Secondary analyses included:
- Frequency of recommendations consistent with guideline-based therapy
- Instances of potentially inappropriate recommendations of AI (e.g., due to allergies, resistance, or known contraindications)
4.7. Data Management and Ethics
All data used in this study were synthetically generated and did not involve real patients, thereby eliminating the need for institutional review board approval or informed consent. The study design adhered to ethical standards for simulation and modeling studies.
5. Conclusions
In conclusion, our findings suggest that ChatGPT 5 may serve as a supportive tool for antibiotic therapy in non-complex, monomicrobial PJIs when immediate access to an interdisciplinary consultation with an expert clinical microbiologist and/or orthopedic surgeon specialized in revision arthroplasty is limited. In such scenarios, LLM-based recommendations can bridge the gap until formal consultation with orthopedic surgeons and clinical microbiologists becomes available. It is important to acknowledge that these recommendations are not a substitute for a case-based, individual antibiotic therapy discussed by an interdisciplinary panel of experts. In contrast, in complex clinical cases and/or polymicrobial infections, as well as in patients with relevant allergies and/or significant comorbidities, AI-generated antibiotic regimens were frequently inconsistent and clinically incoherent compared with those proposed by the interdisciplinary team that evaluated the cases in this study. This discrepancy has particular consequences in the selection of biofilm-active antibiotic regimens, where an incongruence rate of 25% was observed. This margin of incongruence is unacceptable in the context of implant-associated infections. Beyond these performance limitations, stringent healthcare data privacy laws and regulations considerably restrict the “real-world” clinical deployment of LLMs. Persistent concerns regarding secondary data use, incomplete data deletion and loss of patient control over personal health information are factors that, at present, LLMs can only be recommended as an additional decision-support tool for individual patients.
Author Contributions
Conceptualization, A.A.Z. and F.S.F.; methodology, A.A.Z., G.T.R.H. and F.S.F.; software, A.A.Z., T.T.T., J.R., G.T.R.H. and A.F.; validation, A.A.Z., G.T.R.H. and F.S.F.; formal analysis, A.A.Z., F.S.F. and G.T.R.H.; investigation, A.A.Z. and J.R.; resources, A.A.Z., F.S.F. and G.T.R.H.; data curation, A.A.Z., F.S.F. and G.T.R.H.; writing—original draft preparation, A.A.Z., F.S.F. and G.T.R.H.; writing—review and editing, A.A.Z., T.T.T., A.F., J.R., G.T.R.H. and F.S.F.; visualisation, A.A.Z. and F.S.F.; supervision, F.S.F. and G.T.R.H.; project administration, A.A.Z. and F.S.F. All authors have read and agreed to the published version of the manuscript.
Funding
The authors received no financial support for the research, authorship, and/or publication of this article. Open Access funding made possible and organized by the Publication Fund of the Rheinische Friedrich Wilhelms University Bonn.

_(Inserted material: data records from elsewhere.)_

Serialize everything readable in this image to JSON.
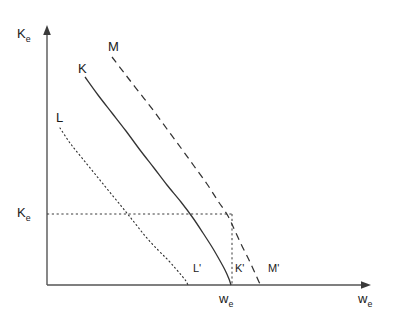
{
  "figure": {
    "background_color": "#ffffff",
    "line_color": "#333333",
    "axis_color": "#555555"
  },
  "axes": {
    "y_label_main": "K",
    "y_label_sub": "e",
    "x_label_main": "w",
    "x_label_sub": "e",
    "origin_px": [
      47,
      285
    ],
    "y_axis_top_px": [
      47,
      27
    ],
    "x_axis_right_px": [
      370,
      285
    ]
  },
  "curves": {
    "M": {
      "label": "M",
      "style": "dashed",
      "endpoint_label": "M'"
    },
    "K": {
      "label": "K",
      "style": "solid",
      "endpoint_label": "K'"
    },
    "L": {
      "label": "L",
      "style": "dotted",
      "endpoint_label": "L'"
    }
  },
  "guides": {
    "y_tick_main": "K",
    "y_tick_sub": "e",
    "x_tick_main": "w",
    "x_tick_sub": "e",
    "style": "dotted"
  },
  "chart_data": {
    "type": "line",
    "title": "",
    "xlabel": "w_e",
    "ylabel": "K_e",
    "xlim": [
      0,
      1
    ],
    "ylim": [
      0,
      1
    ],
    "grid": false,
    "legend": "inline-curve-labels",
    "series": [
      {
        "name": "L",
        "label": "L",
        "style": "dotted",
        "endpoint_label": "L'",
        "comment": "innermost downward-sloping convex isoquant-like curve",
        "points_px": [
          [
            60,
            128
          ],
          [
            70,
            143
          ],
          [
            82,
            158
          ],
          [
            95,
            174
          ],
          [
            108,
            190
          ],
          [
            122,
            207
          ],
          [
            134,
            222
          ],
          [
            146,
            237
          ],
          [
            158,
            250
          ],
          [
            168,
            260
          ],
          [
            176,
            269
          ],
          [
            182,
            276
          ],
          [
            186,
            281
          ],
          [
            188,
            285
          ]
        ]
      },
      {
        "name": "K",
        "label": "K",
        "style": "solid",
        "endpoint_label": "K'",
        "comment": "middle curve; intersects the K_e horizontal guide",
        "points_px": [
          [
            85,
            77
          ],
          [
            98,
            95
          ],
          [
            112,
            113
          ],
          [
            126,
            131
          ],
          [
            140,
            150
          ],
          [
            154,
            168
          ],
          [
            167,
            185
          ],
          [
            181,
            202
          ],
          [
            193,
            218
          ],
          [
            203,
            233
          ],
          [
            212,
            247
          ],
          [
            219,
            259
          ],
          [
            225,
            270
          ],
          [
            229,
            279
          ],
          [
            231,
            285
          ]
        ]
      },
      {
        "name": "M",
        "label": "M",
        "style": "dashed",
        "endpoint_label": "M'",
        "comment": "outermost curve; meets the K_e guide where the w_e vertical drops",
        "points_px": [
          [
            112,
            57
          ],
          [
            125,
            74
          ],
          [
            139,
            92
          ],
          [
            153,
            110
          ],
          [
            167,
            129
          ],
          [
            181,
            148
          ],
          [
            194,
            166
          ],
          [
            207,
            184
          ],
          [
            218,
            201
          ],
          [
            228,
            216
          ],
          [
            235,
            231
          ],
          [
            242,
            246
          ],
          [
            249,
            260
          ],
          [
            255,
            273
          ],
          [
            259,
            282
          ],
          [
            261,
            285
          ]
        ]
      }
    ],
    "annotations": [
      {
        "name": "horizontal-guide",
        "style": "dotted",
        "from_px": [
          47,
          214
        ],
        "to_px": [
          232,
          214
        ],
        "label": "K_e"
      },
      {
        "name": "vertical-guide",
        "style": "dotted",
        "from_px": [
          232,
          214
        ],
        "to_px": [
          232,
          285
        ],
        "label": "w_e"
      }
    ]
  }
}
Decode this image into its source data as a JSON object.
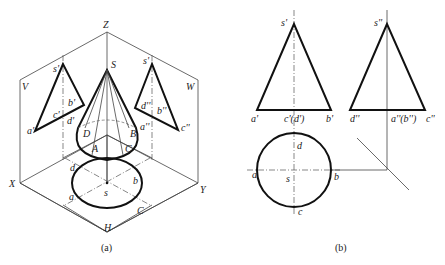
{
  "figure_a": {
    "caption": "(a)",
    "axes": {
      "z": "Z",
      "x": "X",
      "y": "Y",
      "h": "H"
    },
    "planes": {
      "v": "V",
      "w": "W"
    },
    "cone_apex": "S",
    "cone_points": {
      "a": "A",
      "b": "B",
      "c": "C",
      "d": "D"
    },
    "v_projection": {
      "apex": "s'",
      "a": "a'",
      "b": "b'",
      "c": "c'",
      "d": "d'"
    },
    "w_projection": {
      "apex": "s'",
      "a": "a''",
      "b": "b''",
      "c": "c''",
      "d": "d''"
    },
    "h_projection": {
      "center": "s",
      "a": "a",
      "b": "b",
      "c": "C",
      "d": "d"
    }
  },
  "figure_b": {
    "caption": "(b)",
    "front_view": {
      "apex": "s'",
      "a": "a'",
      "cd": "c'(d')",
      "b": "b'"
    },
    "side_view": {
      "apex": "s''",
      "d": "d''",
      "ab": "a''(b'')",
      "c": "c''"
    },
    "top_view": {
      "center": "s",
      "a": "a",
      "b": "b",
      "c": "c",
      "d": "d"
    }
  }
}
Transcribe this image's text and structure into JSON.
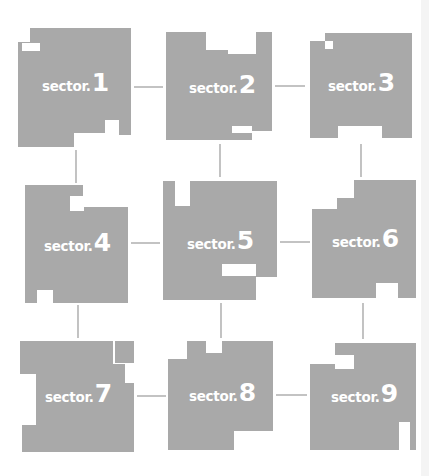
{
  "diagram": {
    "type": "sector-grid",
    "colors": {
      "fill": "#a9a9a9",
      "label": "#ffffff",
      "background": "#ffffff",
      "connector": "#a9a9a9"
    },
    "sectors": [
      {
        "id": 1,
        "prefix": "sector.",
        "number": "1"
      },
      {
        "id": 2,
        "prefix": "sector.",
        "number": "2"
      },
      {
        "id": 3,
        "prefix": "sector.",
        "number": "3"
      },
      {
        "id": 4,
        "prefix": "sector.",
        "number": "4"
      },
      {
        "id": 5,
        "prefix": "sector.",
        "number": "5"
      },
      {
        "id": 6,
        "prefix": "sector.",
        "number": "6"
      },
      {
        "id": 7,
        "prefix": "sector.",
        "number": "7"
      },
      {
        "id": 8,
        "prefix": "sector.",
        "number": "8"
      },
      {
        "id": 9,
        "prefix": "sector.",
        "number": "9"
      }
    ],
    "connections": [
      [
        "1",
        "2"
      ],
      [
        "2",
        "3"
      ],
      [
        "4",
        "5"
      ],
      [
        "5",
        "6"
      ],
      [
        "7",
        "8"
      ],
      [
        "8",
        "9"
      ],
      [
        "1",
        "4"
      ],
      [
        "4",
        "7"
      ],
      [
        "2",
        "5"
      ],
      [
        "5",
        "8"
      ],
      [
        "3",
        "6"
      ],
      [
        "6",
        "9"
      ]
    ]
  }
}
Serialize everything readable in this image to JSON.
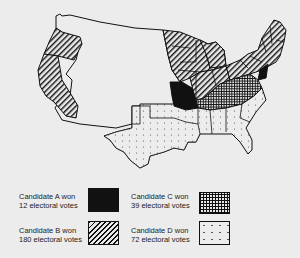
{
  "map": {
    "title": "",
    "description": "Electoral map of the United States showing states won by four candidates"
  },
  "colors": {
    "background": "#ececec",
    "outline": "#111111",
    "candidate_a_fill": "#111111",
    "candidate_b_pattern": "diagonal-hatch",
    "candidate_c_pattern": "crosshatch-grid",
    "candidate_d_pattern": "dotted"
  },
  "legend": {
    "items": [
      {
        "id": "A",
        "line1": "Candidate A  won",
        "line2": "12 electoral votes",
        "pattern": "solid-black"
      },
      {
        "id": "C",
        "line1": "Candidate C won",
        "line2": "39 electoral votes",
        "pattern": "crosshatch"
      },
      {
        "id": "B",
        "line1": "Candidate B won",
        "line2": "180 electoral votes",
        "pattern": "diagonal-stripes"
      },
      {
        "id": "D",
        "line1": "Candidate D won",
        "line2": "72 electoral votes",
        "pattern": "dots"
      }
    ]
  }
}
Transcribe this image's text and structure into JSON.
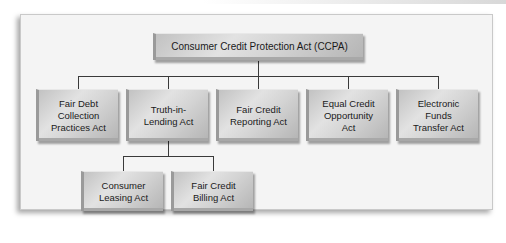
{
  "diagram": {
    "type": "hierarchy",
    "root": {
      "label": "Consumer Credit Protection Act (CCPA)"
    },
    "children": [
      {
        "label": "Fair Debt\nCollection\nPractices Act"
      },
      {
        "label": "Truth-in-\nLending Act",
        "children": [
          {
            "label": "Consumer\nLeasing Act"
          },
          {
            "label": "Fair Credit\nBilling Act"
          }
        ]
      },
      {
        "label": "Fair Credit\nReporting Act"
      },
      {
        "label": "Equal Credit\nOpportunity\nAct"
      },
      {
        "label": "Electronic\nFunds\nTransfer Act"
      }
    ]
  },
  "colors": {
    "panel_background": "#f4f4f4",
    "box_fill": "#d2d2d2",
    "connector": "#3a3a3a",
    "text": "#1a1a1a"
  }
}
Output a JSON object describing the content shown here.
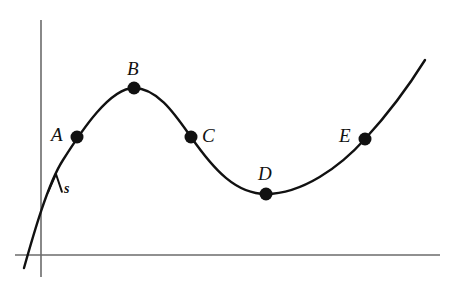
{
  "figure": {
    "kind": "math-curve-diagram",
    "background_color": "#ffffff",
    "curve_color": "#111111",
    "axis_color": "#6b6b6b",
    "point_color": "#111111",
    "axes": {
      "y_axis": {
        "x": 41,
        "y_top": 20,
        "y_bottom": 277
      },
      "x_axis": {
        "y": 255,
        "x_left": 15,
        "x_right": 440
      },
      "ticks": "none",
      "grid": "off",
      "x_tick_labels": [],
      "y_tick_labels": []
    },
    "direction_marker": {
      "label": "s",
      "label_x": 64,
      "label_y": 182,
      "arrow_on_curve_x": 55,
      "arrow_on_curve_y": 181,
      "arrow_points": "up-right along curve"
    },
    "points": [
      {
        "id": "A",
        "label": "A",
        "x": 77,
        "y": 137,
        "label_x": 51,
        "label_y": 125,
        "role": "on-rising-branch"
      },
      {
        "id": "B",
        "label": "B",
        "x": 134,
        "y": 88,
        "label_x": 127,
        "label_y": 59,
        "role": "local-maximum"
      },
      {
        "id": "C",
        "label": "C",
        "x": 191,
        "y": 137,
        "label_x": 202,
        "label_y": 126,
        "role": "on-falling-branch"
      },
      {
        "id": "D",
        "label": "D",
        "x": 266,
        "y": 194,
        "label_x": 258,
        "label_y": 164,
        "role": "local-minimum"
      },
      {
        "id": "E",
        "label": "E",
        "x": 365,
        "y": 139,
        "label_x": 339,
        "label_y": 126,
        "role": "on-rising-branch"
      }
    ],
    "curve_path": "M 24,268 C 33,236 48,183 63,160 C 82,130 110,88 134,88 C 158,88 176,116 191,137 C 214,170 236,194 266,194 C 302,194 340,167 365,139 C 388,114 410,84 425,60",
    "point_radius": 6.5
  },
  "chart_data": {
    "type": "line",
    "title": "",
    "xlabel": "",
    "ylabel": "",
    "grid": "off",
    "legend": "none",
    "xlim": [
      0,
      452
    ],
    "ylim": [
      0,
      299
    ],
    "annotations": [
      "A",
      "B",
      "C",
      "D",
      "E",
      "s"
    ],
    "series": [
      {
        "name": "curve",
        "x": [
          24,
          63,
          77,
          134,
          191,
          266,
          365,
          425
        ],
        "y": [
          268,
          160,
          137,
          88,
          137,
          194,
          139,
          60
        ]
      }
    ],
    "marked_points": {
      "labels": [
        "A",
        "B",
        "C",
        "D",
        "E"
      ],
      "x": [
        77,
        134,
        191,
        266,
        365
      ],
      "y": [
        137,
        88,
        137,
        194,
        139
      ]
    }
  }
}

Institutional Review Board Statement
Not applicable.
Informed Consent Statement
Not applicable.
Data Availability Statement
The original contributions presented in this study are included in the article; further inquiries can be directed to the corresponding author.
Acknowledgments
During the preparation of this study, the authors used ChatGPT 5 in thinking mode for the purposes of generating antibiotic therapies for acute periprosthetic infection scenarios of the hip and knee. The authors have reviews and edited the output and take full responsibility for the content of this publication.
Conflicts of Interest
The authors declare no conflicts of interest.